That Old Dream That Moves

That Old Dream That Moves 2001

6.07

A chronicle of queer lust set against a greasy metallic environment of the last days of a factory that is about to shut down. Among the workers forced to idle away until the end of the week, Jacques, a young technician is busy dismantling a machine while, without noticing it, turning on some of the men around him!

2001

Red Fang: Blue Sonnet

Red Fang: Blue Sonnet 1989

1.00

Sonnet is a cyborg/esper from a harsh background and now trained to be the ultimate warrior and most powerful weapon in the world. She is sent to Japan to watch Komatsuzaki Lan, who is thought to be controlled by the rage of the esper Akai Kiba (Crimson Fang). Lan is a quiet girl who knows she's different from everybody else and starts to show signs of Crimson Fang after coming into contact with Sonnet. In the course of fighting with Lan, Sonnet starts to rediscover her humanity. At the same time Lan has to fight to retain her humanity and control the Crimson Fang.

1989

Sunshine for the Poor

Sunshine for the Poor 2001

6.10

On a hot Sunday morning, Nathalie Sanchez, an unemployed hair stylist, walks across the Causses plateau in search of a shepherd. When she finds one, he tells her that he has lost his flock. They walk together and while chatting they meet several times a shepherd's son turned outlaw, Carol Izba. The latter, despite being pursued by a famous bounty killer, Pool, proves unable to leave the region...

2001

A Natural History of Laughter

A Natural History of Laughter 2011

6.30

For how long have we been laughing? Are human beings the only ones to laugh? In the past, scientists tended to neglect such questions of laughter, leaving them to the philosophers. Jacques Mitsch's A NATURAL HISTORY OF LAUGHTER explores recent scientific attempts to explicate this most elusive of human faculties, undertaken by scientists who see it as a means of approaching some of the larger mysteries of neurology and human behavior.

2011

Alexandre Grothendieck, sur les routes d'un génie

Alexandre Grothendieck, sur les routes d'un génie 2013

1

In the mid-1990s, Alexander Grothendieck, a genius mathematician, retired for good. We lose track. Winner of the Fields Medal (the equivalent of the Nobel Prize), this man had brought to the mathematical world one of his greatest theoretical advances. Its intellectual domination was assured. But in 1988 he turned down the Crafoord Prize and its million and a half dollars.

2013

Trois frères pour une vie

Trois frères pour une vie 1999

1

Together, the three Bertrand brothers work their farm in a small Savoyard village. In 1972, they took the enormous risk to invest in the construction of an ultra modern stable for 82 milk cows. With modern organisation, they hoped to lead a better life. Almost 30 years later, the farm is successful. Their work is meticulous and the milk is graded top quality. The human cost is much more sombre. Indeed these thirty years can be summarised in one word : work. The brothers are bachelors and – each one now over sixty years old – a bitterness when they recall their past. The younger brother says it himself: "It's an economic success, but it's a human failure...".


Task objective
Report each line from the listing that the string "this" appears in.

Data supplied
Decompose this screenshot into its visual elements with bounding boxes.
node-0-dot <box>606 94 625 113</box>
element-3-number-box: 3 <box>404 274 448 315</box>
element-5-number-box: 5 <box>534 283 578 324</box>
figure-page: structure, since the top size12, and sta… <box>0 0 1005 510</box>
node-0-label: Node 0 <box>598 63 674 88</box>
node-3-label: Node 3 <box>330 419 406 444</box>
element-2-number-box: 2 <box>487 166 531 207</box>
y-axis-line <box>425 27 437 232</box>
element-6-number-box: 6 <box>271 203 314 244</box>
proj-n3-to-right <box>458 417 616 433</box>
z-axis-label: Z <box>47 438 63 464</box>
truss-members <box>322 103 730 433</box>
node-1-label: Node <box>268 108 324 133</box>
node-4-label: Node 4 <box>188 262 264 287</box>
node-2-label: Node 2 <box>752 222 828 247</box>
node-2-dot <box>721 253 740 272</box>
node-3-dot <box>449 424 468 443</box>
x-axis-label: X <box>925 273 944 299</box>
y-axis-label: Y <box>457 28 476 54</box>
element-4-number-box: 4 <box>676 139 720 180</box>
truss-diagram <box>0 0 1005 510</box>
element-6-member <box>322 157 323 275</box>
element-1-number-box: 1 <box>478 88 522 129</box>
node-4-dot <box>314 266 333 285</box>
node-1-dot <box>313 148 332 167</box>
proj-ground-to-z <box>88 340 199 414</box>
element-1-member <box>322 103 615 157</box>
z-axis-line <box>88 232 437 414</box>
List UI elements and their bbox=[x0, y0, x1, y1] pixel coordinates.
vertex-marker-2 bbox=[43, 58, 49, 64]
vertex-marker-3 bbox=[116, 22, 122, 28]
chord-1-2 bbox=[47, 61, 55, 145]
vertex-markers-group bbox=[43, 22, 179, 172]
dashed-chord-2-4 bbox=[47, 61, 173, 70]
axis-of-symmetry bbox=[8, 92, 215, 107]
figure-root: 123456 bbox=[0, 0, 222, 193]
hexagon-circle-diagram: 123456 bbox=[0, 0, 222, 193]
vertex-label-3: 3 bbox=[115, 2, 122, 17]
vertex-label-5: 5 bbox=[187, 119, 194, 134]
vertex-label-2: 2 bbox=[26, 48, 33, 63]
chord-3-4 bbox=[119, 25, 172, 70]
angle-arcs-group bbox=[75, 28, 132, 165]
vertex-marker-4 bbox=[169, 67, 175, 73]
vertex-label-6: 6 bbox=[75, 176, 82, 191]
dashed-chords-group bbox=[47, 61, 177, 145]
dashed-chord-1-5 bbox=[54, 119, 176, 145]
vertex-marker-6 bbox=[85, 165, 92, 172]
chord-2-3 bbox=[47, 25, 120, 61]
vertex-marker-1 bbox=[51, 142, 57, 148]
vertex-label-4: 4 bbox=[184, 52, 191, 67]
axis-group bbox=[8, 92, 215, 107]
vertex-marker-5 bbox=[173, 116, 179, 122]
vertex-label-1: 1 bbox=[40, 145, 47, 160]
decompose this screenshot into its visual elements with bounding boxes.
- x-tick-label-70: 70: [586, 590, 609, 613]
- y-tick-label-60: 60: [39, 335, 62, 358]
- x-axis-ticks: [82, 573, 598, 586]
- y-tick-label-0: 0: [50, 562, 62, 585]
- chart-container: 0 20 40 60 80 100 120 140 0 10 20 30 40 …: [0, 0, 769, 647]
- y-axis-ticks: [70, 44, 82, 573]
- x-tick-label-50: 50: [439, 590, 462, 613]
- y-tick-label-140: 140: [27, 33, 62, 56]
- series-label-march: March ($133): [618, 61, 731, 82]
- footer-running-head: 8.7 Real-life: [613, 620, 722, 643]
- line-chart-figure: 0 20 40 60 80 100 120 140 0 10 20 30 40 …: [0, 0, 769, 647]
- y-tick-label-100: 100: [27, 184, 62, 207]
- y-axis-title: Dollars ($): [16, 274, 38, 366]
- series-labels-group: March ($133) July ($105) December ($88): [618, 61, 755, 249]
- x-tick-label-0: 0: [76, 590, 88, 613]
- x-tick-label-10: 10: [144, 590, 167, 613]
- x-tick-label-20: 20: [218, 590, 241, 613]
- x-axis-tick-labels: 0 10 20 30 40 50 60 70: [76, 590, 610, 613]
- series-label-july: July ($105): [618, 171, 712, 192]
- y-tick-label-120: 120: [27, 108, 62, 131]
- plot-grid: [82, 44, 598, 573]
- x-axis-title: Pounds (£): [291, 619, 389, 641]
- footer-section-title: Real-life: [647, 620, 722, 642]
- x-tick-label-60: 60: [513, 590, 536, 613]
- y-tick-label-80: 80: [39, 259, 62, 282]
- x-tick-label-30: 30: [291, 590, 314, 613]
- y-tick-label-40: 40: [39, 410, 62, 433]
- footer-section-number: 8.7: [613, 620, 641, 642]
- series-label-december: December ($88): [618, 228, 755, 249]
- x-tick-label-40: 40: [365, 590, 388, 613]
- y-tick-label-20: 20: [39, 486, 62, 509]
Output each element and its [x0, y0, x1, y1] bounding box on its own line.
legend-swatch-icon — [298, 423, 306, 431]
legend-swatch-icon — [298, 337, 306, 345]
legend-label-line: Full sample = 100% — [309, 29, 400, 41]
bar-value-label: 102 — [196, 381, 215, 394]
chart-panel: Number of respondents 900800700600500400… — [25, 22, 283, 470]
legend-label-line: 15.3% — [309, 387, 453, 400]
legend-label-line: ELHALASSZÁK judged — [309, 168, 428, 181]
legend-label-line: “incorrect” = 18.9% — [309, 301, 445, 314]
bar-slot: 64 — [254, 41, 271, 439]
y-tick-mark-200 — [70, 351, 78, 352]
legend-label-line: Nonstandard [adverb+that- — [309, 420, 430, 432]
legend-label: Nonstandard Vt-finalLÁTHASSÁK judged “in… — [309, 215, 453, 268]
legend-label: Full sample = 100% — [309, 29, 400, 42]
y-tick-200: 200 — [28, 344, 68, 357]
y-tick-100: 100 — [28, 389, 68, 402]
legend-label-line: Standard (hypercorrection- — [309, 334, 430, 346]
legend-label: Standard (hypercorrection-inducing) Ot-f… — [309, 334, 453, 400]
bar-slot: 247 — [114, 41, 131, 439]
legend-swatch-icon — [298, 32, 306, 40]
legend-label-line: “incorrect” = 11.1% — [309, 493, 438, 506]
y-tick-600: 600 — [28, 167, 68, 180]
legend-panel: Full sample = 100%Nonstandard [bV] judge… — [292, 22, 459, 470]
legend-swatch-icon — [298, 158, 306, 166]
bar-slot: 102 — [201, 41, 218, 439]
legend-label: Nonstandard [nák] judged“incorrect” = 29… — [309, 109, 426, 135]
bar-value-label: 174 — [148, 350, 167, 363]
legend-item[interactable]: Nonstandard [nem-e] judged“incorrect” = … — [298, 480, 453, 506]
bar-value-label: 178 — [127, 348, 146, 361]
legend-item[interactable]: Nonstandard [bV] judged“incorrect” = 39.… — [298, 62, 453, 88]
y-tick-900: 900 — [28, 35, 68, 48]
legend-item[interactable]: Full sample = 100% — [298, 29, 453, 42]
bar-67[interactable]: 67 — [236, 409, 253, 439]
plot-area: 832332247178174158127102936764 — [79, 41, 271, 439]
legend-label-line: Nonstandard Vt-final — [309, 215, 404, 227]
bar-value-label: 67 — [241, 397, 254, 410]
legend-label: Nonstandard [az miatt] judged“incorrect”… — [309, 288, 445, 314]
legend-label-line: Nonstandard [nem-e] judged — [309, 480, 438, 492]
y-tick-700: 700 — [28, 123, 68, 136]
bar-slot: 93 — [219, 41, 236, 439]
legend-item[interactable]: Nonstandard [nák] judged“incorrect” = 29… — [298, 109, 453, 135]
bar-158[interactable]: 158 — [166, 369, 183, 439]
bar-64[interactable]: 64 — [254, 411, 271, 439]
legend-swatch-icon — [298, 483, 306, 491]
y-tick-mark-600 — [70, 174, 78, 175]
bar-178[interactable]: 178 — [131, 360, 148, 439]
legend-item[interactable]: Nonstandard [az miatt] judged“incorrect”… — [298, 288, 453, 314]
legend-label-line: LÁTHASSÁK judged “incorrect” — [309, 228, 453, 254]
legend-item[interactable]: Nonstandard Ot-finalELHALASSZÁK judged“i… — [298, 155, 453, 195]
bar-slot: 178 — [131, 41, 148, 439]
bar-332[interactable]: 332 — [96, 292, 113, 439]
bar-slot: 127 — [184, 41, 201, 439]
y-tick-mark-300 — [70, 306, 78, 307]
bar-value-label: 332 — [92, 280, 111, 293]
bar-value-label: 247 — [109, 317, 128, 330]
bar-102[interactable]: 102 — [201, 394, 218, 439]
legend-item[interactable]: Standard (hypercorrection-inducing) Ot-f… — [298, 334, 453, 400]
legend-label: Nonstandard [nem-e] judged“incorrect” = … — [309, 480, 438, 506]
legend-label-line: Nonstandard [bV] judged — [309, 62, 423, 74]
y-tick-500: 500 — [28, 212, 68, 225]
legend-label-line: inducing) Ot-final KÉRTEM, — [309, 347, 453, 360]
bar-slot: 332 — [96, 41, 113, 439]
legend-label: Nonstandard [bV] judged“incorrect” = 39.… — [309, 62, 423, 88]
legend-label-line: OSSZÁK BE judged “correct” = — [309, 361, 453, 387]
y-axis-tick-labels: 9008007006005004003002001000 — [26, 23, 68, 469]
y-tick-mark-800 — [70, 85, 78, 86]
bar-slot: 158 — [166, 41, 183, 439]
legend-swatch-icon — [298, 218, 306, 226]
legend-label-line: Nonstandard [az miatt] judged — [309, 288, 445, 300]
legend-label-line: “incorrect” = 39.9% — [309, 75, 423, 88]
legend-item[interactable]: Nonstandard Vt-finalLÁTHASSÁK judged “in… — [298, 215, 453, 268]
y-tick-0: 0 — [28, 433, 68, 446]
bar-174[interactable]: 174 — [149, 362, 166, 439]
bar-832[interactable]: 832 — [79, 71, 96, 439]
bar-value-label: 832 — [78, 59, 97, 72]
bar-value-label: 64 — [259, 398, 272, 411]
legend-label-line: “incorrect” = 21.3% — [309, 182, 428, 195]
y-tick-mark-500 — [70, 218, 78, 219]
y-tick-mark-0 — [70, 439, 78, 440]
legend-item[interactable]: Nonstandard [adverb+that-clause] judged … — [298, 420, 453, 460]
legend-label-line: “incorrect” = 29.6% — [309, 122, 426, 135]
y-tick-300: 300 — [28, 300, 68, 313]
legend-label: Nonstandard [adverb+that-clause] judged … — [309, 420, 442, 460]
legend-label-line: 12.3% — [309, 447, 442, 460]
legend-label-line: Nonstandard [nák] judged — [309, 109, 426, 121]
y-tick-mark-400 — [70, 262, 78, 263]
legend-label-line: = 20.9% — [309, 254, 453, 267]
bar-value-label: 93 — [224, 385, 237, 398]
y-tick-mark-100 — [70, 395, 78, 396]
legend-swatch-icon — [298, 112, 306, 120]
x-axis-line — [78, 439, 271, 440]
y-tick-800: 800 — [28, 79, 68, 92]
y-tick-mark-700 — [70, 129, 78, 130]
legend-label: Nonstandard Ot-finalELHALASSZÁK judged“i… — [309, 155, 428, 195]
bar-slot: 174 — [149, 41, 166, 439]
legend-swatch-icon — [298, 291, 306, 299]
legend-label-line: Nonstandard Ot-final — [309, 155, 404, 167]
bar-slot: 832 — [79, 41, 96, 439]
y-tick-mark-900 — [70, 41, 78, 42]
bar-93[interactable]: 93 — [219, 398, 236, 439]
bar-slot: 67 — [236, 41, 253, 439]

Exercise output
Decompose this screenshot into its visual elements with bounding boxes.
decompose this screenshot into its visual elements with bounding boxes.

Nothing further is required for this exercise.